The National Broadband Network Company retrieved the nbnco.com.au web address from a consultancy led by Chris Worrad at a cost of around $4000, ZDNet.com.au understands.
Huawei and Alcatel-Lucent have been selected to manage and provide the "active infrastructure" for the country's planned next-generation national broadband network (NBN).
The BBC has confirmed that its CIO, Keith Little, has departed after eight years with the corporation.
Australia's Trade Commission Austrade has advertised for a chief technology officer to work out of Canberra.
Melbourne IT has emerged as the first Australian organisation to bring VMware's new cloud offering vCloud Express to market in Australia.
As the National Broadband Network pricing debate continues, we should consider which is the most appropriate model for costing a bit that costs virtually nothing to carry.
In today's Twisted Wire, Tasmanian Premier David Bartlett explains his vision for a broadband enabled Tasmania, that will "leapfrog every other nation on earth".
Melbourne-based technology start-up ExitReality confirmed yesterday that it had lost its chief executive just before it formally launched last week.
Macs are banned from many government departments because there aren't any 'approved' applications to encrypt them. So why doesn't Apple CEO Steve Jobs do something about it?
According to one security vendor, Mac users are at a crossroad this year: will or won't they prove to be as gullible as their PC cousins when it comes to security?
Adobe's attempt to bring its AIR platform to all handheld devices smells strongly of Sun's attempt to dominate the smartphone market with Java. But will the software giant's efforts suffer the same fate?
Max is Adobe's premier developer conference and this year it featured Star Wars, flying monkeys and electric cars.
Get an insider's look at the recent history and potential imminent future of the technology operation of Westpac Banking Corporation and its subsidiary St George in the last of our Changing of the guards series examining generational change in the nation's big four banks.
IBRS advisor Guy Cranswick argues that the use of net neutrality is an aggressive manoeuvre to retain market share and withhold change in the telecommunications market.
Our great Communications Minister's limited focus on scary dangers like Facebook leaves many real net nasties unaddressed in Safer Internet Day activities.
At VMworld in San Francisco, VMware CTO Stephen Herrod shows a Visa mobile application on a Microsoft Windows CE device that is also running virtually on Google's Android OS.
Brendan Eich, CTO of Mozilla, talks about the race for the fastest browser engine. Google, Microsoft and Apple are all competing with Mozilla. The competition, he says, is good for users and developers.
iiNet could soon be providing mobile phone services through a major partnership, according to CTO Greg Bader. He also revealed that the ISP is confident it will replace Optus as Australia's second largest broadband provider.
One of the best things about Australia's number three broadband provider iiNet, is that the company is a disruptive influence on the market, according to its CTO Greg Bader.
iiNet CTO Greg Bader explains the effect that companies such as Pipe Networks, which runs a 1.92Tbps submarine cable from Sydney to Guam and owns numerous metro-based dark fibre links, are having on data prices.
Windows platform Vice President Jim Allchin tells developers and Intel CTO Pat Gelsinger that "it's time for the transition," after announcing an April release of Microsoft's 64-bit version of Windows at the Intel Developer Forum in San Francisco.
Many companies aren't buying Windows XP--or they're buying the licenses but not installing the software. Microsoft's marketing machine is looking to change that as the Service Pack 2 update rolls out.
Plans are being made to introduce new technologies that will increase reliability, security, and speed to wireless networking. Here are some of the technologies to consider when planning the future of your wireless network.
video At the Intel Developer Forum in San Francisco, the company's CTO, Pat Gelsinger, calls for an all-new computing architecture to support terabyte resources.
video Intel CTO Pat Gelsinger talks about the company's latest move into consumer electronics.
Microsoft Office 2010 beta
The beta for Microsoft Office 2010 is here and we've had a chance to check out the latest version. Though the … Watch it now
Ben Forta: All about Adobe
Take one ColdFusion veteran and mix in a healthy dose of prolific book writing, and chances are you will end u… Watch it now
Google CEO Eric Schmidt
Google's chief sits down for an extremely rare, wide-ranging interview and discusses Google's two operating sy… Watch it now
IT: Govt's cost-cutting bitch
Can complaints on mobile content be cut?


* _WHAT YOU HAVE TO DO_: When you retype the records that follow, keep each word as it is and drop any pictures.

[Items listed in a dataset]
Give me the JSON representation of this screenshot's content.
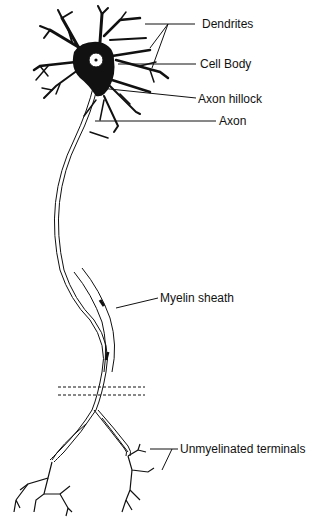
{
  "labels": {
    "dendrites": "Dendrites",
    "cell_body": "Cell Body",
    "axon_hillock": "Axon hillock",
    "axon": "Axon",
    "myelin_sheath": "Myelin sheath",
    "unmyelinated_terminals": "Unmyelinated terminals"
  },
  "colors": {
    "ink": "#111111",
    "background": "#ffffff"
  }
}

* _RESPONSE AREA_:
Give me the JSON representation of this screenshot's content.
{
  "labels": {
    "dendrites": "Dendrites",
    "cell_body": "Cell Body",
    "axon_hillock": "Axon hillock",
    "axon": "Axon",
    "myelin_sheath": "Myelin sheath",
    "unmyelinated_terminals": "Unmyelinated terminals"
  },
  "colors": {
    "ink": "#111111",
    "background": "#ffffff"
  }
}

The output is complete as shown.